Lucie poured the tea. “In summary, Blackstone flaunted his paramour, and he was bloody to you.”
“He claims she was a friend,” Hattie murmured.
“I still hate him,” Lucie said, and added three lumps of sugar to Hattie’s cup before handing it to her.
“She … she was caressing his cheek,” Hattie said, and the memory of it curled her left hand into a claw.
Lucie’s gaze briefly lingered on that claw. “I see,” she said. “How did you catch them together?”
“They were in plain sight in the drawing room.”
“The drawing room,” Lucie said, baffled. “Why, then he is either evil, or truly innocent.”
“In any case,” Hattie said, “I refused an introduction, as is only proper, but then he was put out that I was snubbing his friend.” And he had called her a brat.
Lucie blew on her tea. “Do you wish to leave him, then?”
“Leave him?”
“Yes.”
“Move to the country, you mean?”
“No. I mean whether you wish to properly leave your husband.”
Her mind blanked. “A divorce.”
Lucie’s eyes were intent. “Assume it would be possible, without consequence to your reputation. Would you leave him?”
“Oh my,” she said, and disturbed, “I don’t know.”
Her answer should have been an unthinking, resounding yes. She sipped her tea until the hot, sugary liquid slowed the merry-go-round in her head. “Does it sound terribly indecisive when I say that until this morning, I didn’t resent him, only the power he has over me?”
Lucie gave her a rueful smile. “No,” she said. “Not to me. I love Ballentine with all my heart—sometimes I look at his beautiful face and can’t breathe from how much I love him. I still shan’t marry him as long as it would make me his property. But now you are married, and if you don’t wish for a divorce or allow me to dispose of Blackstone in cold blood, we must work within those constraints. It is promising that you didn’t resent him at first—you normally have a good intuition about people’s character.”
She stared at the crumpled handkerchief in her lap. “I leaned in for the kiss that caused everything,” she said softly.
“So there is an animal attraction,” Lucie said, nodding, “however, that alone does not a good marriage make.”
“Animal attraction,” Hattie repeated. “Is that what it is?”
Lucie regarded her with some astonishment. “What else would it be, my dear?”
A sense of recognition between them, a forbidden pull … a warm response of her body to his scent and touch … well, yes. Very much an animal attraction. Part of her was intrigued, but her face was red again. Unlike Lucie, she hadn’t spent the past decade rigorously unlearning the deeply injected litany about female virtues and a woman’s natural lack of desire.
Lucie refilled Hattie’s cup, then she proceeded to move around the study, pulling folders from the cabinet and rooting through drawers. “A carnal attraction is a fortunate thing,” she said as she piled documents and writing utensils onto her desk. “That said, your husband sounds very unmanageable, while you—your stubborn and inflammable nature aside—are sweet-natured at your core. So, if you decide to return to Blackstone, please keep in mind that ‘Beauty and the Beast’ is a fairy tale. You do know the tale of the Beauty and the Beast?”
“Of course,” Hattie said. “You are still speaking in riddles.”
“The Beast traps the Beauty,” Lucie said, and sat down behind the desk, a fountain pen in hand. “In the end, Beauty saves the Beast—and herself—thanks to her gentle nature, self-sacrifice, and loving heart—so loving, she becomes smitten with an ugly, probably smelly monster that wanted to murder her father and kept her imprisoned.”
“It sounded more romantic when Fr?ulein Mayer read it to me,” Hattie said.
“Ah well,” Lucie said as her pen was flying across a page, “it is easy to become distracted by the enchanted castle. But the conclusion of the tale remains: no matter how beastly a creature, a woman’s self-sacrificing love shall eventually turn him into a beautiful prince.”
Hattie cut her a sullen look. “Why don’t you speak plainly?”
Lucie rolled an ink blotter over her lines. “Blackstone won’t turn into a prince, no matter how loving and patient you are. Fairy tales express our hopes, not reality. The tale of women being tied to men they don’t want is as old as time, so of course we want hope. However, the reality is, a woman’s martyrdom will not change a man who doesn’t wish to change. Do you remember Patmore’s infernal poem?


## Work task
Without including any picture, write out the entries exactly as they stand.

(Items from a dataset)
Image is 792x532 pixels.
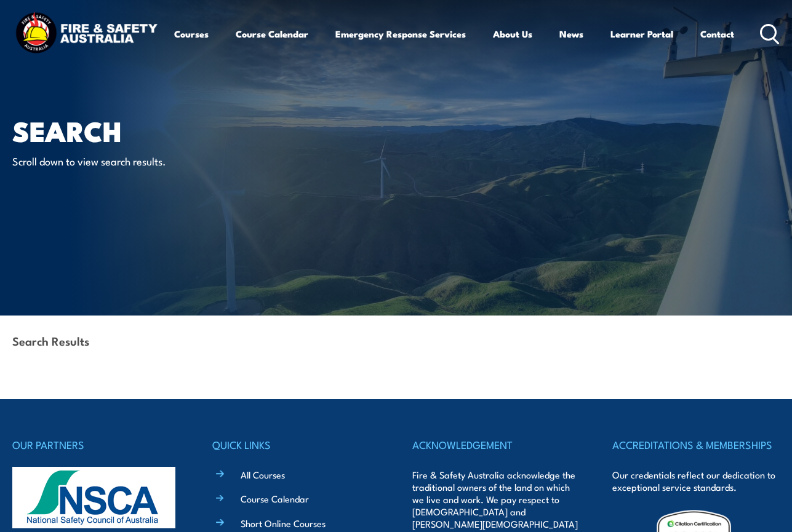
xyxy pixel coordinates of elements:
[611,19,673,48] a: Learner Portal
[12,467,175,528] img: nsca-logo-footer
[240,516,325,530] a: Short Online Courses
[12,118,316,142] h1: Search
[240,492,309,505] a: Course Calendar
[235,19,308,48] a: Course Calendar
[493,19,532,48] a: About Us
[612,436,780,453] h4: ACCREDITATIONS & MEMBERSHIPS
[12,436,180,453] h4: OUR PARTNERS
[612,469,780,494] p: Our credentials reflect our dedication to exceptional service standards.
[12,154,237,168] p: Scroll down to view search results.
[174,19,209,48] a: Courses
[335,19,466,48] a: Emergency Response Services
[240,468,285,481] a: All Courses
[560,19,583,48] a: News
[212,436,380,453] h4: QUICK LINKS
[12,332,89,349] strong: Search Results
[412,436,580,453] h4: ACKNOWLEDGEMENT
[700,19,734,48] a: Contact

## Solution
Image is 792x532 pixels.
xyxy pixel coordinates of elements:
[611,19,673,48] a: Learner Portal
[12,467,175,528] img: nsca-logo-footer
[240,516,325,530] a: Short Online Courses
[12,118,316,142] h1: Search
[240,492,309,505] a: Course Calendar
[235,19,308,48] a: Course Calendar
[493,19,532,48] a: About Us
[612,436,780,453] h4: ACCREDITATIONS & MEMBERSHIPS
[12,436,180,453] h4: OUR PARTNERS
[612,469,780,494] p: Our credentials reflect our dedication to exceptional service standards.
[12,154,237,168] p: Scroll down to view search results.
[174,19,209,48] a: Courses
[335,19,466,48] a: Emergency Response Services
[240,468,285,481] a: All Courses
[560,19,583,48] a: News
[212,436,380,453] h4: QUICK LINKS
[12,332,89,349] strong: Search Results
[412,436,580,453] h4: ACKNOWLEDGEMENT
[700,19,734,48] a: Contact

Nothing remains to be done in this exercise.